Tuesday, March 18, 2014

McCanick: A Philly Cop Gets the Blues

With a name like that, there is only one thing he could be: a corrupt cop—or at least semi-corrupt. Regardless, he will fix himself up real good in Josh C. Waller’s McCanick (trailer here), which opens this Friday in New York.

It is Eugene “Mack” McCanick’s birthday and he hopes to celebrate at a bury-the-hatchet dinner with his estranged grown son. However, he is thrown off stride when he learns Simon Weeks has been released from prison. The former street hustler was involved in the murder of a congressman. Strictly speaking, he probably was not the killer, but McCanick sent him up the river anyway. Now that he is out, McCanick is determined to keep him permanently quiet, without compromising his promotion-track partner. Needless to say, things get ugly quickly.

Basically, we already know exactly what to expect from McCanick the character and the film, but David Morse plays his grizzled angst for all its worth. Right from the start, he vividly expresses McCanick’s tragic rage and weary resignation. Beyond his considerable size, he truly has a cop-like presence. In contrast, the late Cory Monteith’s turn as Weeks suggests he was probably better served by television’s smaller frame. Still, he looks reasonably credible in this vice-ridden milieu. In contrast, Ciarán Hinds sounds ridiculously out of place as the crusty veteran Philadelphia police captain, but at least as an old pro he knows how to command the spotlight.

Evidently, McCanick is a period piece, since a now shuttered Borders store can clearly be seen in an early street montage. It is also rather hard to believe a broken down copper like McCanick could careen across the city, wreaking havoc on his colleagues with such relative ease. Still, Waller capitalizes on the gritty Philly locales, if not exactly doing a lot of favors for the city’s tourism campaign.

Waller cranks up the hardboiled vibe to eleven, but the film’s only real mystery turns out to be pretty underwhelming stuff. Morse does his thing and Waller adds plenty of local color, but the end product is just fatally okay. Recommended for fans of the cast with a taste for naturalistic cop dramas, McCanick opens this Friday (3/21) in New York at the Village East.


What is needed here is an exact printout of the data, with no pictures included.

:: Information

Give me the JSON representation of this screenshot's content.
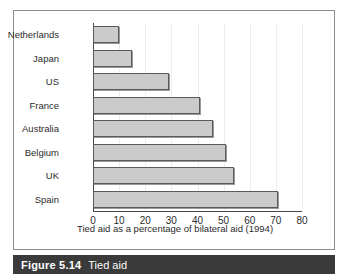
{
  "figure": {
    "number_label": "Figure 5.14",
    "title": "Tied aid",
    "caption_bar_color": "#3a3a3a",
    "caption_text_color": "#ffffff"
  },
  "chart_data": {
    "type": "bar",
    "orientation": "horizontal",
    "title": "",
    "xlabel": "Tied aid as a percentage of bilateral aid (1994)",
    "ylabel": "",
    "categories": [
      "Netherlands",
      "Japan",
      "US",
      "France",
      "Australia",
      "Belgium",
      "UK",
      "Spain"
    ],
    "values": [
      10,
      15,
      29,
      41,
      46,
      51,
      54,
      71
    ],
    "xlim": [
      0,
      80
    ],
    "xticks": [
      0,
      10,
      20,
      30,
      40,
      50,
      60,
      70,
      80
    ],
    "xtick_labels": [
      "0",
      "10",
      "20",
      "30",
      "40",
      "50",
      "60",
      "70",
      "80"
    ],
    "grid": true,
    "legend": false,
    "bar_fill_color": "#cbcbcb",
    "bar_border_color": "#5a5a5a",
    "axis_color": "#4a4a4a",
    "frame_color": "#8c8c8c"
  }
}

::::

Task output:
Give me the JSON representation of this screenshot's content.
{
  "figure": {
    "number_label": "Figure 5.14",
    "title": "Tied aid",
    "caption_bar_color": "#3a3a3a",
    "caption_text_color": "#ffffff"
  },
  "chart_data": {
    "type": "bar",
    "orientation": "horizontal",
    "title": "",
    "xlabel": "Tied aid as a percentage of bilateral aid (1994)",
    "ylabel": "",
    "categories": [
      "Netherlands",
      "Japan",
      "US",
      "France",
      "Australia",
      "Belgium",
      "UK",
      "Spain"
    ],
    "values": [
      10,
      15,
      29,
      41,
      46,
      51,
      54,
      71
    ],
    "xlim": [
      0,
      80
    ],
    "xticks": [
      0,
      10,
      20,
      30,
      40,
      50,
      60,
      70,
      80
    ],
    "xtick_labels": [
      "0",
      "10",
      "20",
      "30",
      "40",
      "50",
      "60",
      "70",
      "80"
    ],
    "grid": true,
    "legend": false,
    "bar_fill_color": "#cbcbcb",
    "bar_border_color": "#5a5a5a",
    "axis_color": "#4a4a4a",
    "frame_color": "#8c8c8c"
  }
}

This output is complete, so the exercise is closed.